There is Value in Metaphor

There is value in metaphor. Furthermore, Martin believes there is value in metaphor and that belief manifests in the story.

How do I know that Martin believes there is value in metaphor? Because he wrote a fictional story. A story is a metaphor for real life.

Where is the value? The value is in the lessons we learn by experiencing the story vicariously through the characters. Every character’s story is a journey from A to B which illustrates how we might travel from A to B ourselves, if B is desirable. Or how we might avoid B if B is undesirable.

There is a portion of the population who do not find much or any value in metaphor beyond entertainment. Here is my attempt to describe that position in what I think the people who hold it might consider an accurate representation.

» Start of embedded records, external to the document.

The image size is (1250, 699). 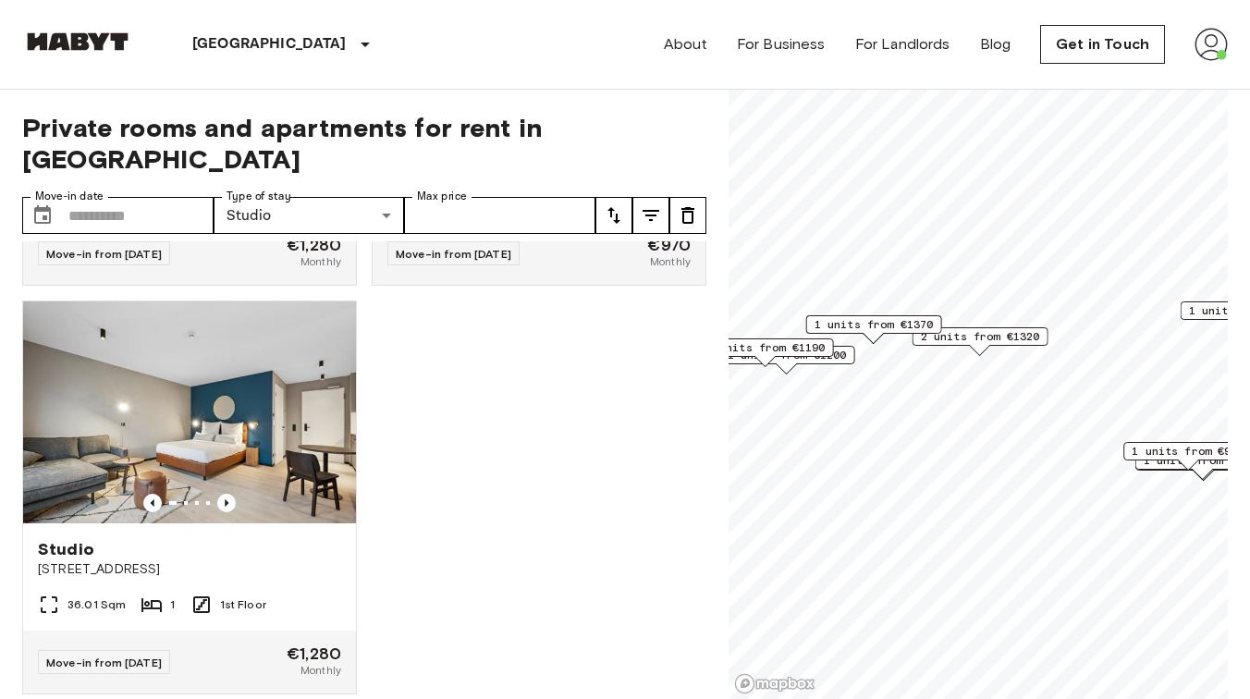 What do you see at coordinates (78, 42) in the screenshot?
I see `img: Habyt` at bounding box center [78, 42].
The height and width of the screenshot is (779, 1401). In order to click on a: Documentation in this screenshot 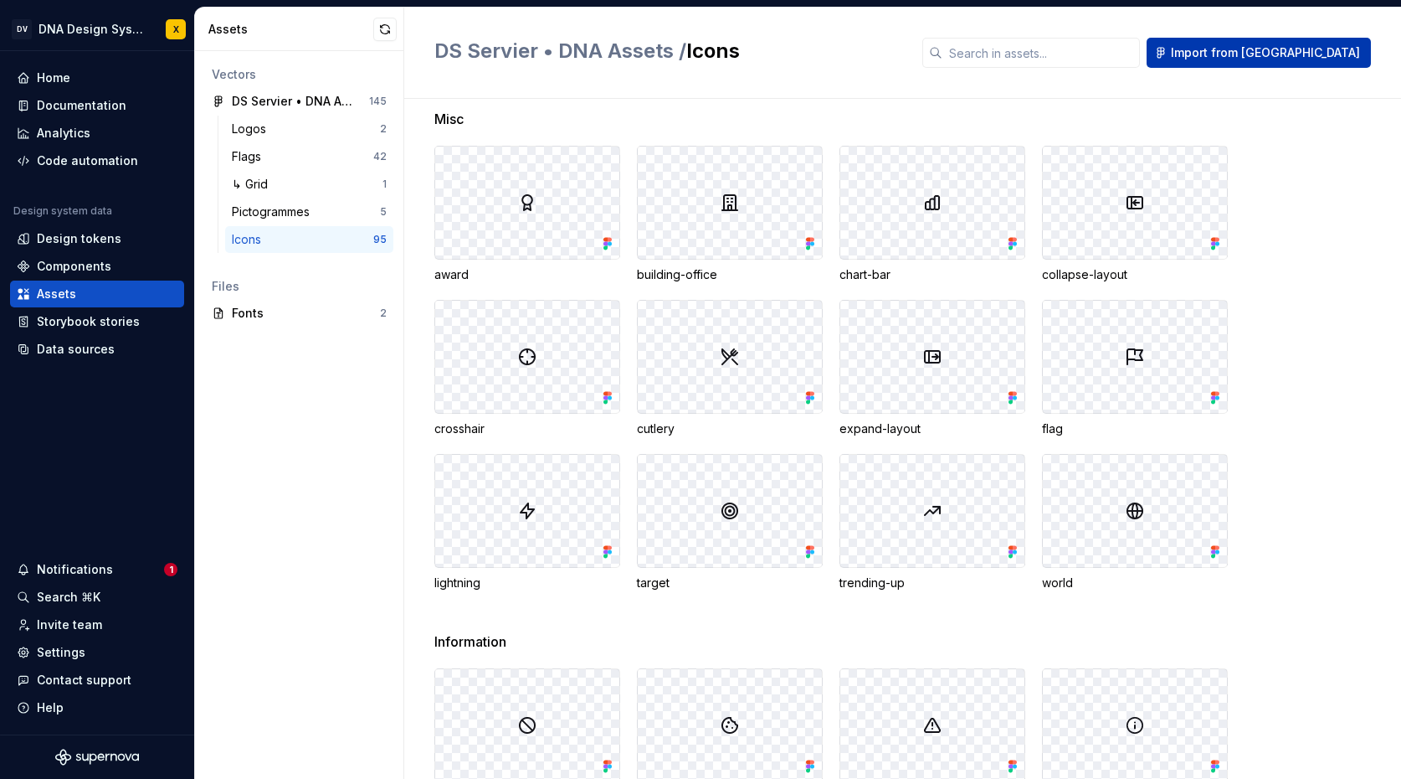, I will do `click(97, 105)`.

Metaphor, and in fact all works of fiction and art, can be an entertaining way to spend our time, but that is where its value ends. It is a useful distraction from the pressures and responsibilities of life. No more and no less. The world would necessarily be a better place if people spent less time entertaining themselves with fiction and art and more time tending to the responsibilities of life. Additionally, when a person spends too much time and energy entertaining themselves with fiction and art it is indicative of a larger problem with the person. When people do it at a cultural level it is indicative of a larger problem with the culture. Stories, movies, books, plays, music and art fall into this category. Any value that people derive from these things beyond idle entertainment is invented entirely by themselves and not intrinsic in the thing itself. The proof of that is that people who experience the same story, movie, book, play, song or art can and do often come away with differences in their subjective interpretation of whether or not it was valuable and what made it valuable. For example, two people can read the exact same story yet draw entirely different lessons from it.

Certainly, individuals vary in how much of the position they hold as well as in their reasonings. But that seems to be the fullest version of it that I consider reasonable and that I have actually heard expressed by real people.

At the root of Relativity is the postmodern discovery that there is an infinite number of ways to interpret the world. I think there are two ways in which I can incorporate that discovery.

One is to say that all interpretations are equally valid. The other is to say that all interpretations are equally invalid.

I think the people who hold the position I described above are essentially saying that all interpretations are equally invalid. IE. Since people are of the sort that they can and do derive completely different and incompatible interpretations from the exact same story, that proves that the interpretations are entirely produced by the individual person rather than, say, an intrinsic characteristic of the story itself.

I think that’s wrong. My criticism against that is that there are obviously patterns across the set of all interpretations that people produce. We agree about most things in the story. For example, we all seem to be in agreement that Bran injured his legs rather than his arms. Our individual interpretations have more in common than not, more often than not. And it’s the patterns that prove that the value of a story resides majorly in the story itself.